Sports Betting Taxes Don’t Compare With Online Casino Taxes
Charts tweeted by an industry analyst show how iCasino dwarfs online wagering
1 min
When it comes to collecting taxes on sports betting, New York is in a class by itself. Year-to-date, the Empire State has taken in nearly $654 million in sports betting tax receipts.
Second place? Pennsylvania, at $108.3 million. A few other notables: New Jersey, $92.7 million, good for fifth place, and Michigan, at $13.9 million, all the way down in 20th.
These numbers come courtesy of the X account of Alfonso Straffon, a former Deutsche Bank analyst who’s been covering the sports betting/gambling space for 14 years (and worked the markets in Costa Rica prior to that).
But the main thrust of Staffon’s tweets on the subject of taxes came in a second post, when he added iCasino taxes to the ledger.
New York still led, but not really, as Pennsylvania collected $631.8 million year-to-date when combining sports betting and iCasino, and that doesn’t include August’s numbers. They will pull ahead of New York.
Michigan jumped all the way to third, with $353 million collected in combined taxes — meaning, some 96% of Michigan’s online gambling taxes this year have come from iCasino.
New Jersey was fourth, at $325 million in total.
Other regulated iCasino states: Connecticut collected $18.9 million in sports betting taxes and another $45.7 million in online casino; West Virginia came in with $2.5 million in sports betting taxes and another $16.5 million in iCasino; Rhode Island was an outlier, with $11.5 million in sports betting tax collections but only $5.2 million in iCasino, though the latter didn’t launch until March 5; and Delaware brought in $4 million in sports betting taxes and another $12.2 million in online casino gaming.
New York, New York
The numbers above — especially when seen in the charts Straffon laid out — are eye-opening, even to those who follow the industry and already knew online casino has more revenue-generation potential than sports betting.
New York, with its 51% tax rate, is clearly head and shoulders above the rest of the crowd on sports betting — but a little back-of-the-envelope math shows what legalized iCasino in New York could mean to the state’s tax coffers.
For perspective, New Jersey’s online sports betting tax rate is 13%, its online casino tax rate is 15%, and the state collected nearly 72% of its online gambling tax from iCasino.
Transition these numbers to neighboring New York, and you start running out of calculator space. Imagine, for a moment, New York legalized and then taxed iCasino at that same 51% as sports betting, and let’s also say the state ended up collecting 72% of its online gambling taxes from that vertical.
Well, that $654 million year-to-date number would explode to over $2.3 billion.
Those are some serious numbers to chew on as New York state Sen. Joseph Addabbo Jr. prepares to make another push for iCasino legalization in 2025.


(YOUR OBJECTIVE):
In the entries that follow, how many lines include the string "Password"? The answer is the number only.

(EXTRACTED MATERIAL):
══════════
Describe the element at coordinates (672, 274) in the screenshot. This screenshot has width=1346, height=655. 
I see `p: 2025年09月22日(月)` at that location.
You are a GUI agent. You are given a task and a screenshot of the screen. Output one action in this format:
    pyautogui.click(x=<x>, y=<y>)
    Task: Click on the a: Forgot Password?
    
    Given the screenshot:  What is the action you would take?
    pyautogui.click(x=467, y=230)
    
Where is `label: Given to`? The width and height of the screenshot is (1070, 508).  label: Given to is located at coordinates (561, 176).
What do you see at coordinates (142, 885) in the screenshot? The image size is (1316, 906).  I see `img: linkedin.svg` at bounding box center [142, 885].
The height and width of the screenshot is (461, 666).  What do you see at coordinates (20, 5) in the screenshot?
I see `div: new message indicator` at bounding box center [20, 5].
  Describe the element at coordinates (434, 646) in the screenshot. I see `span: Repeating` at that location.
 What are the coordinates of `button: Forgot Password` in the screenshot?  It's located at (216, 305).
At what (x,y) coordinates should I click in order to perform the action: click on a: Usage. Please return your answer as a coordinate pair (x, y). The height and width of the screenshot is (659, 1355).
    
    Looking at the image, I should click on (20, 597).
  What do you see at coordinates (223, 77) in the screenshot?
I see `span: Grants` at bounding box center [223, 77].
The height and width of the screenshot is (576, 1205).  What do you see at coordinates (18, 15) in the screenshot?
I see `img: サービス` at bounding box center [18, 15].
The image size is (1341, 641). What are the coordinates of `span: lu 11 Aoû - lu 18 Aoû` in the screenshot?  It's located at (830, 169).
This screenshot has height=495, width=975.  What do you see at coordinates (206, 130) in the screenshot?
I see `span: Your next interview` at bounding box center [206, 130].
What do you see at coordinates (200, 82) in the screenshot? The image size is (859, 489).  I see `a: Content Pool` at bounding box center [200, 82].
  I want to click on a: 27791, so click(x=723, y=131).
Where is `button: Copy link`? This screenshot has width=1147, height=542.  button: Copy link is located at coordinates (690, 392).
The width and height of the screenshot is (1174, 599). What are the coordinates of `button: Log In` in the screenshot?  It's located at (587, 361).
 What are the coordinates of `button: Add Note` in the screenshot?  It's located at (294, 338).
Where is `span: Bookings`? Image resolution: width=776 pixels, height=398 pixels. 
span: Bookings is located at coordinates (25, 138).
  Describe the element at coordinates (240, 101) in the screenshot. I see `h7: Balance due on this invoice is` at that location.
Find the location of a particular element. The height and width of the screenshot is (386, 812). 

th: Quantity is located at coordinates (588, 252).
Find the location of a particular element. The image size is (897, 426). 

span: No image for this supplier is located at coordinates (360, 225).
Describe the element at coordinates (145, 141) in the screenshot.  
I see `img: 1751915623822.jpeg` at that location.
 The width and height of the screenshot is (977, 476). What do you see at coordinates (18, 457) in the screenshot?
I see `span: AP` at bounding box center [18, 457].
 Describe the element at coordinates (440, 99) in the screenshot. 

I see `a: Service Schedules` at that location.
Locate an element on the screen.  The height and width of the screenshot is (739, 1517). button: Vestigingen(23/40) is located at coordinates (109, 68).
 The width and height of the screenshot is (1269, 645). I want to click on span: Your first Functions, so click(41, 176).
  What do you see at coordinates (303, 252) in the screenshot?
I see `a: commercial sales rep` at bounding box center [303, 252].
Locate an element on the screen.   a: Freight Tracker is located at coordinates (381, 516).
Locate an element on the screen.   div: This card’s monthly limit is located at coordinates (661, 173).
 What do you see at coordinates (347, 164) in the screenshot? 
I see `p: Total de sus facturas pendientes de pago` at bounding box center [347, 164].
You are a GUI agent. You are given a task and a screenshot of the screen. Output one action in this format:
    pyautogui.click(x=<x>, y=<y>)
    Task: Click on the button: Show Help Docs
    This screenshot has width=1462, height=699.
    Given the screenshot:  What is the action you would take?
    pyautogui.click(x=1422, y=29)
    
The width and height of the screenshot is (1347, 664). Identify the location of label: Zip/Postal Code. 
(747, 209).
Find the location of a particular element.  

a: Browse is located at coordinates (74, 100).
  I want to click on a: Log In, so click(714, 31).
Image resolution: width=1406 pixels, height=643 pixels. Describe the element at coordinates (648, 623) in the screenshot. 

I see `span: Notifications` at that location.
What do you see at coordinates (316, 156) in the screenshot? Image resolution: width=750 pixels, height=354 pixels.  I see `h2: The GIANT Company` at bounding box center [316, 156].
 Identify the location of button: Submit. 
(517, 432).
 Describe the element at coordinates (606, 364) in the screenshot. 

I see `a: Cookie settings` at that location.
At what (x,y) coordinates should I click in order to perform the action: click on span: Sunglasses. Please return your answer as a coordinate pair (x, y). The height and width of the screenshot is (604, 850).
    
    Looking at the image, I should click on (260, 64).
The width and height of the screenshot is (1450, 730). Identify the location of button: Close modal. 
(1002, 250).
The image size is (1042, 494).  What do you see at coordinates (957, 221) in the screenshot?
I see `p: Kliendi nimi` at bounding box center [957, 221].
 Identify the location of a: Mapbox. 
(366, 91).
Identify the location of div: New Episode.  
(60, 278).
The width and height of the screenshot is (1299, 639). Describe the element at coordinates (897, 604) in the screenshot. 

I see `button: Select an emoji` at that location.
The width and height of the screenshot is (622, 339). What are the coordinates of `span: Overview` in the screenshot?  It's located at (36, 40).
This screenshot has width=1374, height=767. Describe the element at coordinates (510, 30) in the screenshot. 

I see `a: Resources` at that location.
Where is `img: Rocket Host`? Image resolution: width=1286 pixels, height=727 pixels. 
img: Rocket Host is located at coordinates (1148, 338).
══════════
(OUTPUT):
2